Quotulatiousness

October 31, 2015

QotD: Modern movies fail to reflect reality in the expected manner … unexpectedly

Filed under: Media, Politics, Quotations, USA — Tags: , , , — Nicholas @ 01:00

Ages are marked by their paranoias and despairs, and we see those paranoias and despairs in the art an age produces. What we dread in earnest we enjoy in fantasy.

After Watergate, there were a series of very paranoid and nihilistic films — The Parallax View, Capricorn One, The Conversation on the paranoid end; then all the violent ones about a growing nihilism in the world — Dirty Harry, Death Wish, and so on.

Cultural observers had no problem pointing directly at Watergate (and the assassinations of the Kennedys and Martin Luther King, Jr.) to explain the paranoia, and nor were they so blind as to not notice the decay and malaise (and rising tide of bloody crime) of the seventies were responsible for the various violent retribution films.

[…]

Since 9/11, we faced a lot of movies about cataclysm and the end of the world. It’s easy enough to see that connection.

But the Age of Obama has not produced any uplift, nor any respite from the current preoccupation of people with the End Times.

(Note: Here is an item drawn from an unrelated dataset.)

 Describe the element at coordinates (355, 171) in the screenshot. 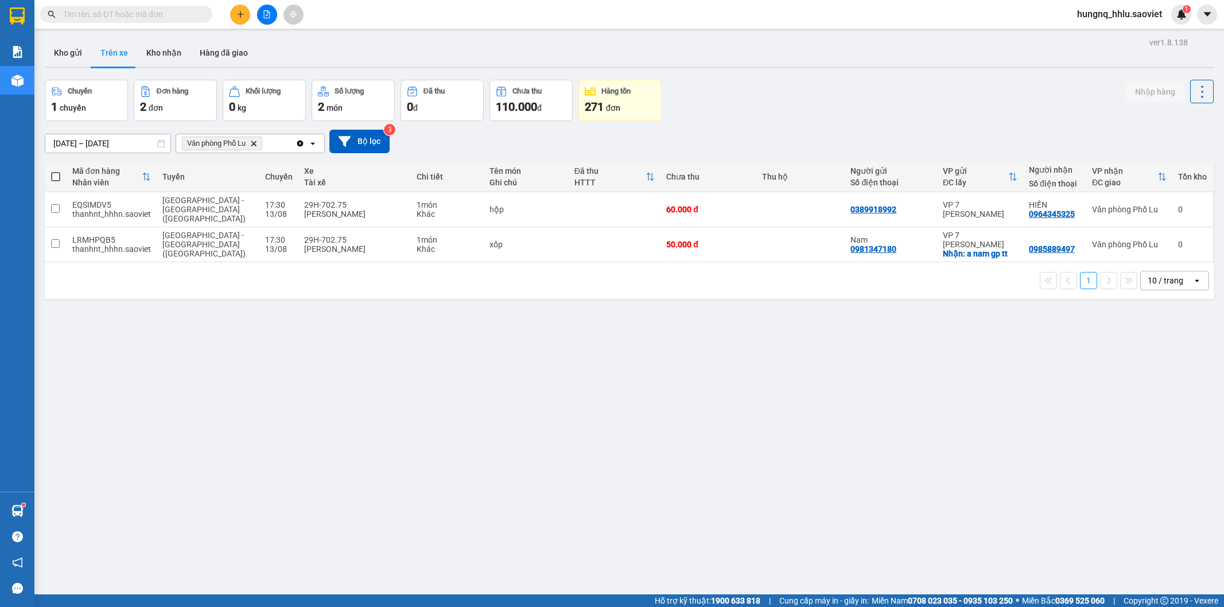

I see `div: Xe` at that location.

As a non-religious person, I don’t mean this literally (though many may), but it is impossible not to note the idea of Apocalypse and Cataclysm is in the air.

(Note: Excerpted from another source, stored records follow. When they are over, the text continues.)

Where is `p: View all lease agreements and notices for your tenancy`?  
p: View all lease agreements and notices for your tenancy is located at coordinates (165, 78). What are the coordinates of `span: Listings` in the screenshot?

Look at the number of zombie films and zombie TV shows — as obvious a metaphor for decay and rot as can be imagined. Or the still-doing-bonzo-business cataclysm fantasies. Even the latest Man of Steel was about cataclysm.

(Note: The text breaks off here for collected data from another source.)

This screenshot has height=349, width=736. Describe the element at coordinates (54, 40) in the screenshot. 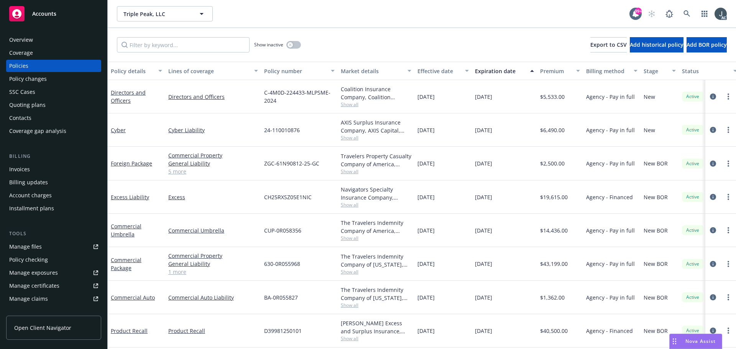

I see `a: Overview` at that location.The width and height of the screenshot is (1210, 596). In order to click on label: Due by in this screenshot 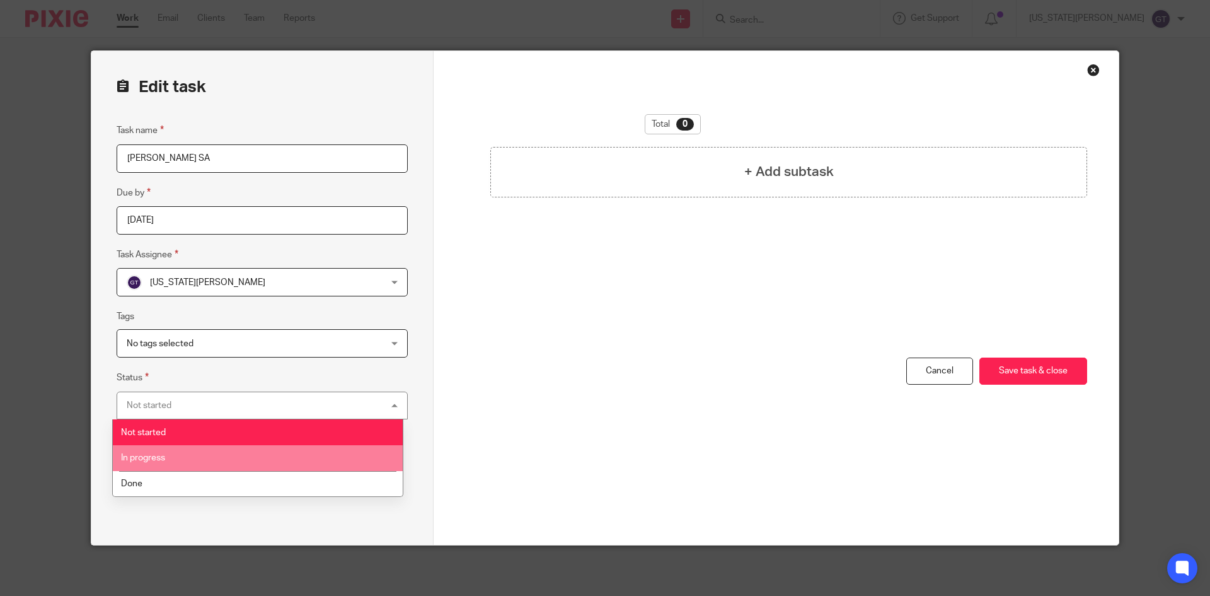, I will do `click(134, 192)`.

And now add into that the large number of paranoid, rotten dystopia movies.

If the Age of Obama is so swell, if we’re all filled with Hope, why is this age not producing the spate of feel-good, have-fun, get-rich movies the 80s did?

Why are our collective fantasies in the Age of Obama so single-mindedly focused on the idea of dystopia, cultural decay, and ultimately cultural destruction?

Whether liberal cultural critics want to admit it or not — and they seem very much to not want to admit it, because this is so obvious it’s painful, and yet they fail to make this obvious connection — the Obama years are years of economic want, emotional depression, and spiritual chaos, at least as reflected by entertainments resolutely focusing on the end-times and the wretched dystopias that arise after the End Times, when civilization is dead but just hasn’t stopped moving yet.

The Leftovers, The Returned, Revolution, the Walking Dead not only being a top-rated show, but spawning a top-rated spin-off — I dare anyone to find any previous moment in American history, including in the years of paranoia after Watergate, in which our fantasies have been so dark, depressive, anxious and foreboding.

This is all very obvious. The people in Hollywood turning out one cataclysm-and-dystopia entertainment after another surely sense this, as do the talentless idiots paid to comment on the culture at fluffy magazines like The Atlantic and New York and The New Yorker; and yet, another aspect of the Age of Obama — that one must never admit the horrible truth; one must always pretend it away, and give only praise to Dear Leader — keeps people from stating what is so obvious it’s increasingly uncomfortable to remain silent about it.

Ace, “Going By Movies, America Is In An Apocalyptic Frame of Mind”, Ace of Spades H.Q., 2015-10-27.